Sunday 20 September 2009

Lightbulb moment: guilt

LL calls little behavioural epiphanies "lightbulb moments". I've been having a few since I started so thought I'd record them.

Earlier I noted that I felt guilty about whatever I put in my mouth; I've since noticed I feel guilty about everything I do. Or don't do. Yesterday I had a little play on my neglected piano. I don't indulge my hobbies like playing music because it never feels like play. I constantly monitor myself for mistakes, and chide myself when I make them. I haven't played properly in years and I want to learn new pieces and relearn old ones but I avoid it because I spend the time telling myself off for my technique, for not taking the time to practice, for not learning the new things and constantly playing the old things.
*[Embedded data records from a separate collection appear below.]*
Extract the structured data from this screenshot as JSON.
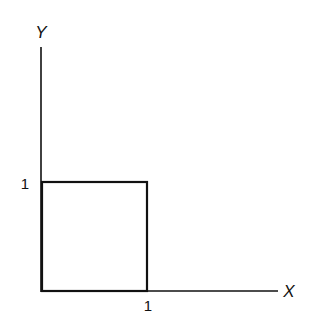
{
  "diagram": {
    "axes": {
      "y_label": "Y",
      "x_label": "X"
    },
    "ticks": {
      "y_tick": "1",
      "x_tick": "1"
    },
    "shape": "unit-square",
    "colors": {
      "stroke": "#111111",
      "background": "#ffffff"
    }
  }
}
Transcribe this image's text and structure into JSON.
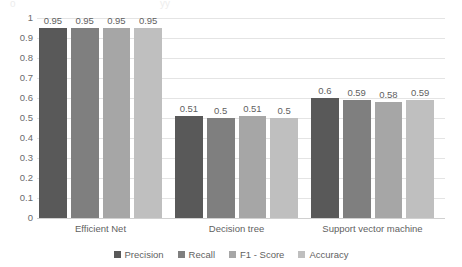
{
  "title_remnant": {
    "fragment_left": "o",
    "fragment_right": "yy"
  },
  "chart_data": {
    "type": "bar",
    "title": "",
    "xlabel": "",
    "ylabel": "",
    "ylim": [
      0,
      1
    ],
    "ytick_step": 0.1,
    "ytick_labels": [
      "1",
      "0.9",
      "0.8",
      "0.7",
      "0.6",
      "0.5",
      "0.4",
      "0.3",
      "0.2",
      "0.1",
      "0"
    ],
    "ytick_values": [
      1,
      0.9,
      0.8,
      0.7,
      0.6,
      0.5,
      0.4,
      0.3,
      0.2,
      0.1,
      0
    ],
    "grid": true,
    "legend_position": "bottom-center",
    "categories": [
      "Efficient Net",
      "Decision tree",
      "Support vector machine"
    ],
    "series": [
      {
        "name": "Precision",
        "color": "#595959",
        "values": [
          0.95,
          0.51,
          0.6
        ],
        "labels": [
          "0.95",
          "0.51",
          "0.6"
        ]
      },
      {
        "name": "Recall",
        "color": "#7f7f7f",
        "values": [
          0.95,
          0.5,
          0.59
        ],
        "labels": [
          "0.95",
          "0.5",
          "0.59"
        ]
      },
      {
        "name": "F1 - Score",
        "color": "#a6a6a6",
        "values": [
          0.95,
          0.51,
          0.58
        ],
        "labels": [
          "0.95",
          "0.51",
          "0.58"
        ]
      },
      {
        "name": "Accuracy",
        "color": "#bfbfbf",
        "values": [
          0.95,
          0.5,
          0.59
        ],
        "labels": [
          "0.95",
          "0.5",
          "0.59"
        ]
      }
    ]
  }
}
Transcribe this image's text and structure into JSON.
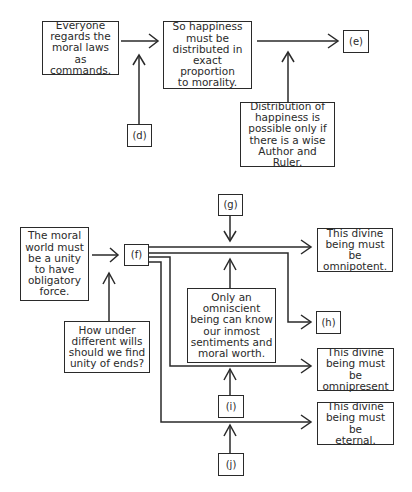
{
  "diagram": {
    "top_section": {
      "moral_laws": "Everyone\nregards the\nmoral laws as\ncommands.",
      "happiness_proportion": "So happiness\nmust be\ndistributed in\nexact proportion\nto morality.",
      "label_e": "(e)",
      "label_d": "(d)",
      "distribution": "Distribution of\nhappiness is\npossible only if\nthere is a wise\nAuthor and Ruler."
    },
    "bottom_section": {
      "moral_world": "The moral\nworld must\nbe a unity\nto have\nobligatory\nforce.",
      "label_f": "(f)",
      "label_g": "(g)",
      "label_h": "(h)",
      "label_i": "(i)",
      "label_j": "(j)",
      "unity_question": "How under\ndifferent wills\nshould we find\nunity of ends?",
      "omniscient": "Only an\nomniscient\nbeing can know\nour inmost\nsentiments and\nmoral worth.",
      "omnipotent": "This divine\nbeing must be\nomnipotent.",
      "omnipresent": "This divine\nbeing must be\nomnipresent",
      "eternal": "This divine\nbeing must be\neternal."
    },
    "colors": {
      "stroke": "#2a2a2a",
      "background": "#ffffff"
    }
  }
}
It is as though my childhood piano teacher is standing over me, having a go at me each time my fingers wibble. He did that a lot. A lot. It was years before I actually realised I was good at playing the piano, and by then all enthusiasm for it had ebbed away because all I got when I tried was grief.

So while I was playing yesterday I deliberately turned off the telling-off voice, and found that I really enjoyed what I was playing, even though it "didn't count" because it was an old piece and I hadn't learned a new one.
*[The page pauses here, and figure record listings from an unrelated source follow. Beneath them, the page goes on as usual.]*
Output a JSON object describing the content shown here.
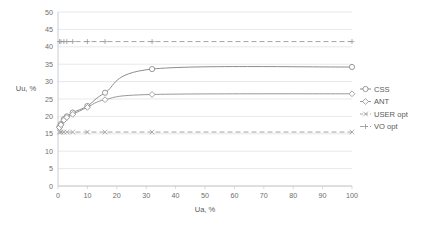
{
  "chart_data": {
    "type": "line",
    "title": "",
    "xlabel": "Ua, %",
    "ylabel": "Uu, %",
    "xlim": [
      0,
      100
    ],
    "ylim": [
      0,
      50
    ],
    "xticks": [
      0,
      10,
      20,
      30,
      40,
      50,
      60,
      70,
      80,
      90,
      100
    ],
    "yticks": [
      0,
      5,
      10,
      15,
      20,
      25,
      30,
      35,
      40,
      45,
      50
    ],
    "grid": "horizontal",
    "legend_position": "right",
    "series": [
      {
        "name": "CSS",
        "marker": "circle",
        "linestyle": "solid",
        "color": "#808080",
        "x": [
          0.5,
          1,
          2,
          3,
          5,
          10,
          16,
          32,
          100
        ],
        "y": [
          17.0,
          17.8,
          19.2,
          20.0,
          21.1,
          23.0,
          26.8,
          33.6,
          34.2
        ]
      },
      {
        "name": "ANT",
        "marker": "diamond",
        "linestyle": "solid",
        "color": "#8c8c8c",
        "x": [
          0.5,
          1,
          2,
          3,
          5,
          10,
          16,
          32,
          100
        ],
        "y": [
          16.8,
          17.6,
          18.9,
          19.7,
          20.6,
          22.6,
          24.8,
          26.3,
          26.5
        ]
      },
      {
        "name": "USER opt",
        "marker": "x",
        "linestyle": "dashed",
        "color": "#9a9a9a",
        "x": [
          0.5,
          1,
          2,
          3,
          5,
          10,
          16,
          32,
          100
        ],
        "y": [
          15.5,
          15.5,
          15.5,
          15.5,
          15.5,
          15.5,
          15.5,
          15.5,
          15.5
        ]
      },
      {
        "name": "VO opt",
        "marker": "plus",
        "linestyle": "dashed",
        "color": "#9a9a9a",
        "x": [
          0.5,
          1,
          2,
          3,
          5,
          10,
          16,
          32,
          100
        ],
        "y": [
          41.5,
          41.5,
          41.5,
          41.5,
          41.5,
          41.5,
          41.5,
          41.5,
          41.5
        ]
      }
    ]
  },
  "legend": {
    "items": [
      {
        "label": "CSS"
      },
      {
        "label": "ANT"
      },
      {
        "label": "USER opt"
      },
      {
        "label": "VO opt"
      }
    ]
  },
  "axes": {
    "x_title": "Ua, %",
    "y_title": "Uu, %"
  },
  "colors": {
    "grid": "#d9d9d9",
    "axis": "#bfbfbf",
    "text": "#6e6e6e",
    "series_css": "#808080",
    "series_ant": "#8c8c8c",
    "series_user": "#9a9a9a",
    "series_vo": "#9a9a9a"
  }
}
I feel guilty about everything. Today I ordered a taxi to take me to my LL meeting and it was horribly late. I had some really unkind thoughts about the taxi woman on the phone (even before the taxi was late) and I felt guilty about that. I still feel guilty. I even had to "own up" to the Boyfriend.
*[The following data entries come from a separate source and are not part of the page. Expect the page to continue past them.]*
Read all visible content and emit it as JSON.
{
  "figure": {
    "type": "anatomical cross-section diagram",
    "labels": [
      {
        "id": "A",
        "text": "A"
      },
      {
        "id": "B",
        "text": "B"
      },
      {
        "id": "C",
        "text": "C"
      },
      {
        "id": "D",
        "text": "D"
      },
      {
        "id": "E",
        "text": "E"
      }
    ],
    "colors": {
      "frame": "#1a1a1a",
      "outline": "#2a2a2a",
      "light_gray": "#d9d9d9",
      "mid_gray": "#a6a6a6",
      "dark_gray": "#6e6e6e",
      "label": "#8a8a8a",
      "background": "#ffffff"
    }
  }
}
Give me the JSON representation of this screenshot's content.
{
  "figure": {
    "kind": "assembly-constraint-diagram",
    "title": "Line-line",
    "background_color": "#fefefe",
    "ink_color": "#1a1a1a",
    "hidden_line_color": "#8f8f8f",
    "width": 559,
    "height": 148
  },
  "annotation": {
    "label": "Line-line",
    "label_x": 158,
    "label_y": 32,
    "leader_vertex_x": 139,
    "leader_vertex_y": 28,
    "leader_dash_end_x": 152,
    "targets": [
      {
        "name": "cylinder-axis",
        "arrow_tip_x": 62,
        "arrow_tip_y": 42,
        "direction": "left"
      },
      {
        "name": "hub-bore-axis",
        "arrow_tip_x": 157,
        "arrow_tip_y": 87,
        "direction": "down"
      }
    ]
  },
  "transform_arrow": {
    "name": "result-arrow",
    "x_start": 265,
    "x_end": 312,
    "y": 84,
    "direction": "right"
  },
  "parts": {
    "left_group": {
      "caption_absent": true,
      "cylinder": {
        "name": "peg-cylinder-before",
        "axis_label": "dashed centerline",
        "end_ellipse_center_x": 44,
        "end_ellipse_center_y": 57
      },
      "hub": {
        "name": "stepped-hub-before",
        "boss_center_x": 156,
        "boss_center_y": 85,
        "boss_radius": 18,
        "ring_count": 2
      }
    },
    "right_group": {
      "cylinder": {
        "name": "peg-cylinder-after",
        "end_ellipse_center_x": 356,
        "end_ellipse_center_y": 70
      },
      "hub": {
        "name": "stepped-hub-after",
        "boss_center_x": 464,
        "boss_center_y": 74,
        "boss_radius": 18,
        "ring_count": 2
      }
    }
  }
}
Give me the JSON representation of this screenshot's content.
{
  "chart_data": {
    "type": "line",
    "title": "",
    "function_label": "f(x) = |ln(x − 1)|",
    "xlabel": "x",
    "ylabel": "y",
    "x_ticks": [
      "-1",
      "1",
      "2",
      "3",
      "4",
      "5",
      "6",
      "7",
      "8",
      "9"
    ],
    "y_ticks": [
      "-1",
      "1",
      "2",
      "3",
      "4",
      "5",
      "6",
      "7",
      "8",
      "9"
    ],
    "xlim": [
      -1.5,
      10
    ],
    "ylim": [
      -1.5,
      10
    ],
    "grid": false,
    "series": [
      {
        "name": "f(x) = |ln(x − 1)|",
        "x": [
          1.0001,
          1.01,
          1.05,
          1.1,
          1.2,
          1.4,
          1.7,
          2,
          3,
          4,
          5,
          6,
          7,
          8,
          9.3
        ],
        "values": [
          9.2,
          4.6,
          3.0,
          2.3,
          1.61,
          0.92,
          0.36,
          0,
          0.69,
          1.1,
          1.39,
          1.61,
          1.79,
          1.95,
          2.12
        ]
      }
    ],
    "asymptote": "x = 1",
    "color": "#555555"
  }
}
I'm feeling guilty about writing such a long blog post, even though it's my fricking blog and, to be quite honest, this is mainly for me, not you.

As with most things, I think this goes back to my childhood. I was always being told I was up to no good (even when I wasn't). I was quite bright at some subjects and, if I had trouble with other subjects, the teachers used to accuse me of 'troublemaking'. And it seemed the better I did in one class, the more grief I got in another.

When I was a teenager I was, like most teenagers, a little shit. But I was also really unhappy, and being summoned to account for every minute of the day by the adults ("What are you doing over there?" "Why the long face?" "Make yourself useful and help me with X, Y and Z", "You're lazy", etc.) didn't help. I, again, as a lot of teenagers, thought of my household as 'Nazi Germany'.

The point is I've inherited this Critical Parent (hello LL psychology) voice and I'm always telling myself to pull up my socks, that I should do this, I should do that, I should push myself at this because you know what I'm like, I'll never get it done and I'm always making excuses.... Every day is an exercise in failure, and the Critical Voice saps the pleasure from almost everything... hence the guilt.